By an apparent miracle, it was self-tightening. In its essentials the Rudge-Whitworth wheel comprised three key components: a splined hub and two pairs of matching tapers (conical surfaces), one comprising the inboard end of the hub and the inboard wheel centre, and the second the retaining nut and outboard wheel centre. These tapers served three functions. First, they automatically centred the wheel on the hub. Second, they transmitted a significant fraction of the drive and/or braking torque so as to reduce the load on the hub splines. And third, they made the wheel-retaining nut self-tightening — or as Donald Bastow (ex-Rolls-Royce, ex-Bentley, etc) was to express it many years later, “perhaps more importantly, not self-loosening”. To picture why, imagine that the nut loosens slightly so that the tapers on the wheel and nut touch at only one point on their circumferences.

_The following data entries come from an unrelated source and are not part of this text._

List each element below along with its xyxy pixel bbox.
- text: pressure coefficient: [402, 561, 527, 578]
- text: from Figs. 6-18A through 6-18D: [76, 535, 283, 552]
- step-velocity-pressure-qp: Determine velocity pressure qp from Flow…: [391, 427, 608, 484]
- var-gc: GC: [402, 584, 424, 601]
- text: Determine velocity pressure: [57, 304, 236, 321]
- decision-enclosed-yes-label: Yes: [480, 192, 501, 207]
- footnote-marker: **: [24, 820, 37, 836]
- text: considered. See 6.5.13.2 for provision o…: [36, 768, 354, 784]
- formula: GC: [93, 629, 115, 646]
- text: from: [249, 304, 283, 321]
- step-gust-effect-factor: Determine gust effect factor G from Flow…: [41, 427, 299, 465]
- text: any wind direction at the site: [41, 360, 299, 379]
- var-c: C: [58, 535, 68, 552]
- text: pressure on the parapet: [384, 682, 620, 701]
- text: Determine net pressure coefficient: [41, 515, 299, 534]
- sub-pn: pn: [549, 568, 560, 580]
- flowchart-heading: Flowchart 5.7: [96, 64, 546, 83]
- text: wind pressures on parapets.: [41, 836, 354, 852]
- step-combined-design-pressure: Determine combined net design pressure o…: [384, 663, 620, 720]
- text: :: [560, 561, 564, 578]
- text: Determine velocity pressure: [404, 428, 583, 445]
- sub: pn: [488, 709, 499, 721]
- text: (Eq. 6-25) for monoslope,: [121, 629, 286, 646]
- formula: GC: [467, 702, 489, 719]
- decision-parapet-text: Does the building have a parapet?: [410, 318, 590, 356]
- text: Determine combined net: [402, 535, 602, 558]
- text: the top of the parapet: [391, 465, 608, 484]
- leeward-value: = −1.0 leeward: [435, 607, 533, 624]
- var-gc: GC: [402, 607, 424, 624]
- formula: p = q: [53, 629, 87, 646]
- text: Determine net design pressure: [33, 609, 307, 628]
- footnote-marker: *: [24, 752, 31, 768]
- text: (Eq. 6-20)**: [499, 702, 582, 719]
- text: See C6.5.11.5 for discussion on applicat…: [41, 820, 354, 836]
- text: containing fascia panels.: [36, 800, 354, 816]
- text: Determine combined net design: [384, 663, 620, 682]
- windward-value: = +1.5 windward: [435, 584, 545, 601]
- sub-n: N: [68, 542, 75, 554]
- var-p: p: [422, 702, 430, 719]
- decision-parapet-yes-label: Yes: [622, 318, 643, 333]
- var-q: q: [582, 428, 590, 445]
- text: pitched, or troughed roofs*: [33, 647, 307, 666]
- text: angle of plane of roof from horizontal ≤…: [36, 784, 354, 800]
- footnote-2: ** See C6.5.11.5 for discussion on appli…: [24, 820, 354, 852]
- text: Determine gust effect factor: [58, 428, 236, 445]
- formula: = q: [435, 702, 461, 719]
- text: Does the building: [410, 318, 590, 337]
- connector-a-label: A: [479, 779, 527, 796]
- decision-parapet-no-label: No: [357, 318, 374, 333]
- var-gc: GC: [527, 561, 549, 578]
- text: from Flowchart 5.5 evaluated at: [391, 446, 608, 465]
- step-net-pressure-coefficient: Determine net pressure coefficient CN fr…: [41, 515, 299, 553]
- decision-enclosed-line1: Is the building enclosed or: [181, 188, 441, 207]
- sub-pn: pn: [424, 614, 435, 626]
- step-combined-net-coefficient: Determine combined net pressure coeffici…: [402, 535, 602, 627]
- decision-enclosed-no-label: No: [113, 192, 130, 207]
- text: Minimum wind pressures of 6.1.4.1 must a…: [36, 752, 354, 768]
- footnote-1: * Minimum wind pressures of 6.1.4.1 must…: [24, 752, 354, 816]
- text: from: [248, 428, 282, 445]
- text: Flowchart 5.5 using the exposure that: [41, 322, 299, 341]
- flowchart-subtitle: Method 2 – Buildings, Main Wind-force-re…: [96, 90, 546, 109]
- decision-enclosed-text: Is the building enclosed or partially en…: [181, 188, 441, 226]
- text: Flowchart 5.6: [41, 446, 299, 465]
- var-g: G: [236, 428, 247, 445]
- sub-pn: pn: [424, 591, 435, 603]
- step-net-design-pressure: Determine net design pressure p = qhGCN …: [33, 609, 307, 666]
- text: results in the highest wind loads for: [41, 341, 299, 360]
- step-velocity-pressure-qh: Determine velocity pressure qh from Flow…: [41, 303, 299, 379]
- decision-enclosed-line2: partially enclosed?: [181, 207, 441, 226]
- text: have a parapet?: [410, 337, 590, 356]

Because the male taper is now of smaller effective diameter than the female taper, rotation of the wheel on the hub under braking will cause the nut to rotate on its thread. If this rotation is in the correct direction — which is ensured by using differently handed threads on either side of the car— then the nut will automatically retighten itself.
In the original Rudge-Whitworth design, the male taper was on the wheel and the female taper on the nut, so the car’s left-hand wheels required a right-hand thread and vice versa. On wheels where the male taper is on the spinner (such as those fitted decades later to Special Equipment versions of the original Lotus Elan) the thread sense is reversed.

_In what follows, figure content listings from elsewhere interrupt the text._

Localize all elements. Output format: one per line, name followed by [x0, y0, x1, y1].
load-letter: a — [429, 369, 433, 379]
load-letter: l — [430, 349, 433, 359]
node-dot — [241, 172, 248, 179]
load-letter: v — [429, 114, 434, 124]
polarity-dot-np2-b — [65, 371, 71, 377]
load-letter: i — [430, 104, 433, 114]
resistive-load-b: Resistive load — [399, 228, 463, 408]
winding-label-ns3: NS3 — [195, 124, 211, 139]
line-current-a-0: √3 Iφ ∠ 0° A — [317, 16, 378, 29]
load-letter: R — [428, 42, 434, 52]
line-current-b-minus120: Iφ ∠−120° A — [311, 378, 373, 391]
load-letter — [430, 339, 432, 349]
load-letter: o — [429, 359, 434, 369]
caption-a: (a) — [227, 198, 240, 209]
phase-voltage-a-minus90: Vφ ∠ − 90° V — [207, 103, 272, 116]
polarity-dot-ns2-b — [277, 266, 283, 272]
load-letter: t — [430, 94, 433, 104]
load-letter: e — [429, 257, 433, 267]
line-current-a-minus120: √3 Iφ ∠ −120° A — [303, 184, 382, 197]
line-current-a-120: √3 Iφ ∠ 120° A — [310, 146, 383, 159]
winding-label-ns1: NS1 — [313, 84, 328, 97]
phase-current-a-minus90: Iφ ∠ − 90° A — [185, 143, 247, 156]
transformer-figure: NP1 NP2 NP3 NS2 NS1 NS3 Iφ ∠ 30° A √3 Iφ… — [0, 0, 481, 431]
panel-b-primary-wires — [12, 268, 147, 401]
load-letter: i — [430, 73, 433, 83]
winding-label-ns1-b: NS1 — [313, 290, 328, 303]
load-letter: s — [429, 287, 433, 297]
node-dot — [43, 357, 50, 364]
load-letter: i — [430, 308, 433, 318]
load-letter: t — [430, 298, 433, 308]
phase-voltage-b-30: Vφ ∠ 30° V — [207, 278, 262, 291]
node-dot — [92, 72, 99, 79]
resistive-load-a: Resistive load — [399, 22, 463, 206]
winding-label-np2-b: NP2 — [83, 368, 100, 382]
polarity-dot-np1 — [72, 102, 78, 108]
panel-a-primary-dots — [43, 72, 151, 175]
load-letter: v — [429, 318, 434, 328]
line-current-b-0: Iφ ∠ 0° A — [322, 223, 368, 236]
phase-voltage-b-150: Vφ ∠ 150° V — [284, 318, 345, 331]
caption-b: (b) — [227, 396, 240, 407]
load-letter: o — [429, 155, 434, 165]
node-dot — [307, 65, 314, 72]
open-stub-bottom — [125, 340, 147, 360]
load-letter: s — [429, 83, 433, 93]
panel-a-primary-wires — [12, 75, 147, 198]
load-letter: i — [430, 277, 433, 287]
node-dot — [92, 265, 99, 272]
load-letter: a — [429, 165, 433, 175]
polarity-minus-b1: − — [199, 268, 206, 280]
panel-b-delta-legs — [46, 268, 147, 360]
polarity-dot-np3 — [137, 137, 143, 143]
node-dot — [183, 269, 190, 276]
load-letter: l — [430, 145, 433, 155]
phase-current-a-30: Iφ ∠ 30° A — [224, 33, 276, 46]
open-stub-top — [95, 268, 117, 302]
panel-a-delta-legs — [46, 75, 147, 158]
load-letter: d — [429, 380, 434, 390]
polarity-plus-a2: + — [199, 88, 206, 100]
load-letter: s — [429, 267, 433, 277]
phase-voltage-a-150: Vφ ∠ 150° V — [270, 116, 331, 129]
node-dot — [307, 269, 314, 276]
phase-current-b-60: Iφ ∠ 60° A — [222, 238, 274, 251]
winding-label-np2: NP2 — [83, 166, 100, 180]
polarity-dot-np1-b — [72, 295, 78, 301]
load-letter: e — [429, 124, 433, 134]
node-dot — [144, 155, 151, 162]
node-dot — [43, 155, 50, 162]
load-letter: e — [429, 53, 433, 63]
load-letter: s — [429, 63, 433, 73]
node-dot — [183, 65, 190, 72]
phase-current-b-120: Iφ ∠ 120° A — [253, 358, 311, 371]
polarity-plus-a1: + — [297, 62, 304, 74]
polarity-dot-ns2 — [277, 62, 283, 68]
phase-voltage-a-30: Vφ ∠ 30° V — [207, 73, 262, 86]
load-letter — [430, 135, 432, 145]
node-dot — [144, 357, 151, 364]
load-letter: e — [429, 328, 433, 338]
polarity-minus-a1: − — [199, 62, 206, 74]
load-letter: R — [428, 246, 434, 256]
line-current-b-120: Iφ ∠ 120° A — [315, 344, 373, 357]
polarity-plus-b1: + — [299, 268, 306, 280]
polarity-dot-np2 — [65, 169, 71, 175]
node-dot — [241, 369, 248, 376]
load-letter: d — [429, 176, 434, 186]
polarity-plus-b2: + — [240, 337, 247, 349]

If it sounds a precarious arrangement, competition proved otherwise. At the 1908 TT race, 21 of the 35 entrants used Rudge-Whitworth wheels, and only one of the finishers didn’t By 1913, the use of detachable (Rudge and Riley) wire wheels was universal in grands prix, and they were widely employed immediately after WWI on such LSR contenders as Henry Segrave’s Sunbeam Tiger and Parry Thomas’s 1926 Babs.
Italian Carlo Borrani licensed the RudgeWhitworth design for his famous wire wheels, which Ferrari used on its grand prix cars into the early 1960s. Rudge’s wheels were also used by German giants Auto Union and Mercedes during the 1930s, proving themselves well able to transmit engine power in excess of 500bhp and sustain speeds of over 250mph in the Rekondwoche runs. All with just a couple of firm, not heavy, blows of a copper-faced hammer to tighten the eared spinners — a refinement of the original Rudge design introduced by Peugeot in 1913, in place of a large spanner.

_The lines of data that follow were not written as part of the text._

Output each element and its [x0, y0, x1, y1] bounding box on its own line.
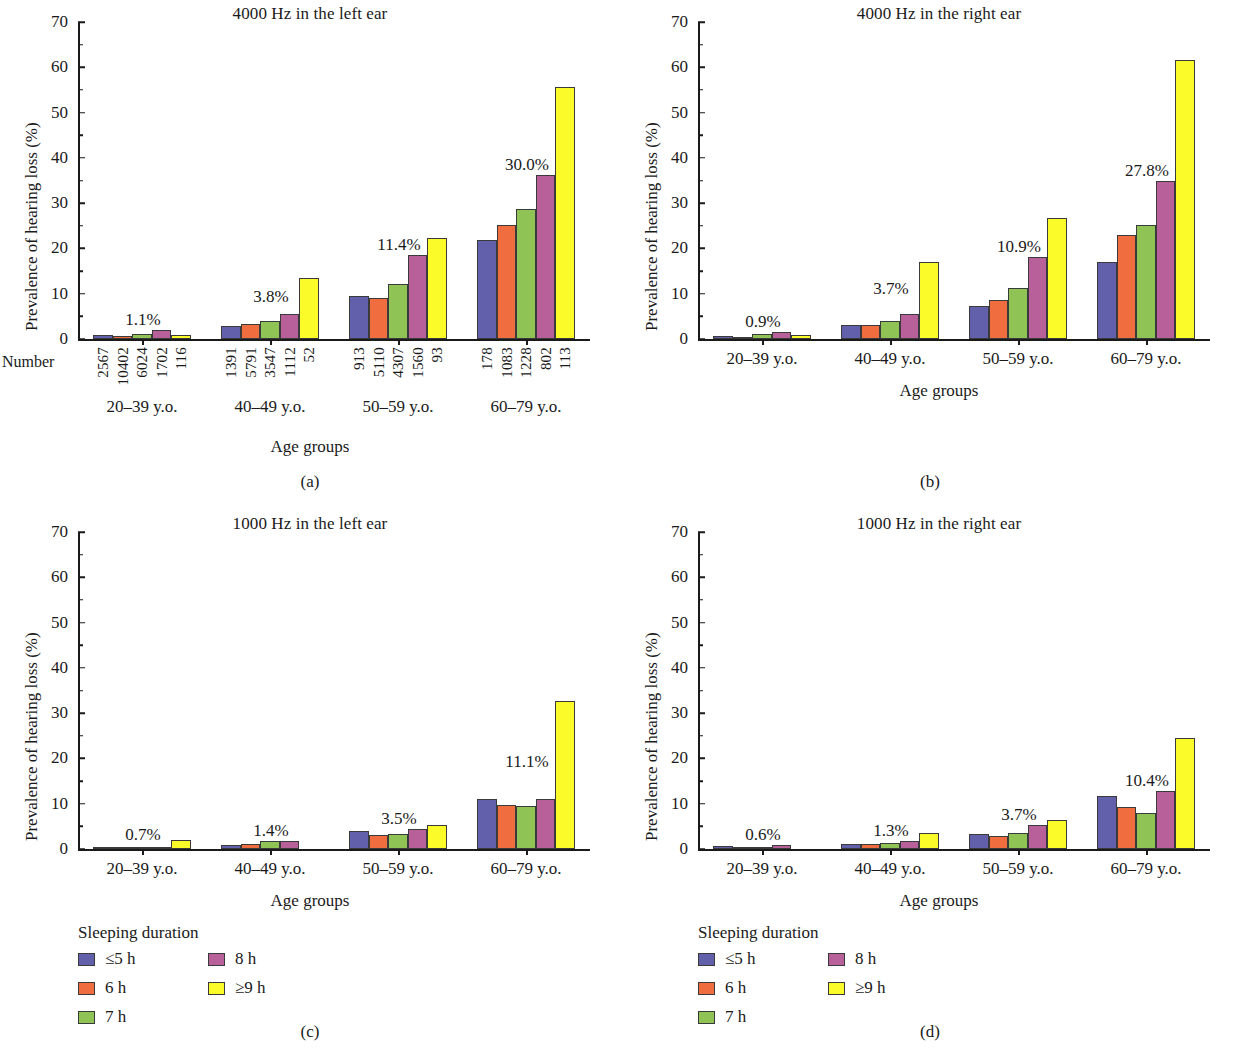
number-value: 802: [538, 347, 555, 370]
bar: [477, 799, 497, 849]
bar: [516, 806, 536, 849]
legend-item: 6 h: [78, 978, 126, 998]
x-category-label: 20–39 y.o.: [106, 859, 177, 879]
percent-annotation: 3.5%: [381, 809, 416, 829]
panel-title: 4000 Hz in the left ear: [0, 4, 620, 24]
x-category-label: 40–49 y.o.: [854, 349, 925, 369]
percent-annotation: 1.3%: [873, 821, 908, 841]
legend-label: ≤5 h: [105, 949, 136, 969]
percent-annotation: 1.1%: [125, 310, 160, 330]
x-category-label: 20–39 y.o.: [106, 397, 177, 417]
legend-swatch-1: [78, 982, 95, 995]
percent-annotation: 10.4%: [1125, 771, 1169, 791]
y-tick-label: 60: [654, 57, 688, 77]
x-category-label: 20–39 y.o.: [726, 859, 797, 879]
percent-annotation: 3.7%: [873, 279, 908, 299]
legend-item: ≤5 h: [78, 949, 136, 969]
x-tick-mark: [270, 339, 272, 345]
panel-title: 1000 Hz in the left ear: [0, 514, 620, 534]
legend-swatch-4: [208, 982, 225, 995]
number-value: 1560: [410, 347, 427, 378]
x-category-label: 60–79 y.o.: [490, 859, 561, 879]
number-value: 3547: [262, 347, 279, 378]
plot-area: [78, 22, 590, 339]
bar: [1156, 791, 1176, 849]
x-axis-label: Age groups: [620, 891, 1240, 911]
y-tick-label: 40: [34, 658, 68, 678]
legend-swatch-3: [208, 953, 225, 966]
bar: [1156, 181, 1176, 340]
percent-annotation: 1.4%: [253, 821, 288, 841]
x-tick-mark: [762, 849, 764, 855]
number-value: 1083: [499, 347, 516, 378]
legend-swatch-1: [698, 982, 715, 995]
y-tick-label: 60: [34, 567, 68, 587]
number-value: 93: [429, 347, 446, 362]
legend-item: 8 h: [208, 949, 256, 969]
number-value: 1112: [282, 347, 299, 377]
x-category-label: 40–49 y.o.: [234, 397, 305, 417]
y-tick-label: 60: [34, 57, 68, 77]
x-tick-mark: [526, 339, 528, 345]
y-tick-label: 30: [654, 193, 688, 213]
legend-item: 8 h: [828, 949, 876, 969]
bar: [1175, 60, 1195, 339]
bar: [1117, 235, 1137, 339]
x-tick-mark: [762, 339, 764, 345]
y-tick-label: 40: [654, 148, 688, 168]
x-category-label: 60–79 y.o.: [1110, 349, 1181, 369]
bar: [555, 701, 575, 849]
legend-label: 6 h: [725, 978, 746, 998]
panel-title: 1000 Hz in the right ear: [620, 514, 1240, 534]
x-tick-mark: [890, 339, 892, 345]
legend-label: ≤5 h: [725, 949, 756, 969]
percent-annotation: 0.7%: [125, 825, 160, 845]
y-tick-label: 70: [34, 12, 68, 32]
number-value: 1228: [518, 347, 535, 378]
percent-annotation: 30.0%: [505, 155, 549, 175]
number-value: 4307: [390, 347, 407, 378]
number-value: 6024: [134, 347, 151, 378]
bar: [536, 799, 556, 849]
legend-title: Sleeping duration: [78, 923, 198, 943]
y-tick-label: 0: [654, 329, 688, 349]
number-value: 10402: [115, 347, 132, 386]
x-axis-line: [698, 849, 1210, 851]
y-tick-label: 20: [34, 238, 68, 258]
number-value: 2567: [95, 347, 112, 378]
x-tick-mark: [890, 849, 892, 855]
bar-group: [78, 22, 590, 339]
percent-annotation: 3.7%: [1001, 805, 1036, 825]
number-value: 5110: [371, 347, 388, 377]
number-value: 113: [557, 347, 574, 370]
bar: [536, 175, 556, 339]
x-axis-line: [78, 849, 590, 851]
panel-letter: (d): [620, 1022, 1240, 1042]
number-value: 1391: [223, 347, 240, 378]
legend-label: ≥9 h: [855, 978, 886, 998]
panel-letter: (c): [0, 1022, 620, 1042]
x-axis-line: [698, 339, 1210, 341]
x-category-label: 50–59 y.o.: [362, 859, 433, 879]
percent-annotation: 27.8%: [1125, 161, 1169, 181]
x-category-label: 60–79 y.o.: [490, 397, 561, 417]
y-tick-label: 0: [654, 839, 688, 859]
y-tick-label: 50: [34, 613, 68, 633]
y-tick-label: 70: [654, 12, 688, 32]
bar: [477, 240, 497, 339]
y-tick-label: 50: [34, 103, 68, 123]
bar: [1136, 225, 1156, 339]
legend-item: ≥9 h: [828, 978, 886, 998]
x-axis-label: Age groups: [620, 381, 1240, 401]
x-category-label: 20–39 y.o.: [726, 349, 797, 369]
x-tick-mark: [1018, 849, 1020, 855]
x-axis-label: Age groups: [0, 437, 620, 457]
number-value: 5791: [243, 347, 260, 378]
legend-swatch-4: [828, 982, 845, 995]
number-value: 1702: [154, 347, 171, 378]
x-tick-mark: [1146, 849, 1148, 855]
percent-annotation: 10.9%: [997, 237, 1041, 257]
bar: [497, 225, 517, 339]
panel-title: 4000 Hz in the right ear: [620, 4, 1240, 24]
bar-group: [78, 532, 590, 849]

But the 1930s weren’t kind to Rudge. Profits had been largely spent on its motorcycle racing exploits, so when the Great Slump struck, there was nothing in the kitty to tide the company over. The Receiver had to be called in and Rudge was sold off piecemeal. When John Pugh died, broken-hearted, in 1936, only the motorcycle business remained.
EMI, of all people, eventually bought that with the intention of moving operations to its Hayes factory in Middlesex, but war with Germany once again intervened. Jaguar acquired the rights to Rudge’s wheel business and together with Dunlop continued to exploit the design — first with wire wheels, then disc wheels — long after WWII finished, on the XICs, C-type, D-type and E-type. Similar designs were used by others like MG. Simple, effective, failsafe, the Rudge-Whitworth wheel was an object lesson in how a little original thought can save a lot of engineering complication. So why isn’t it still used?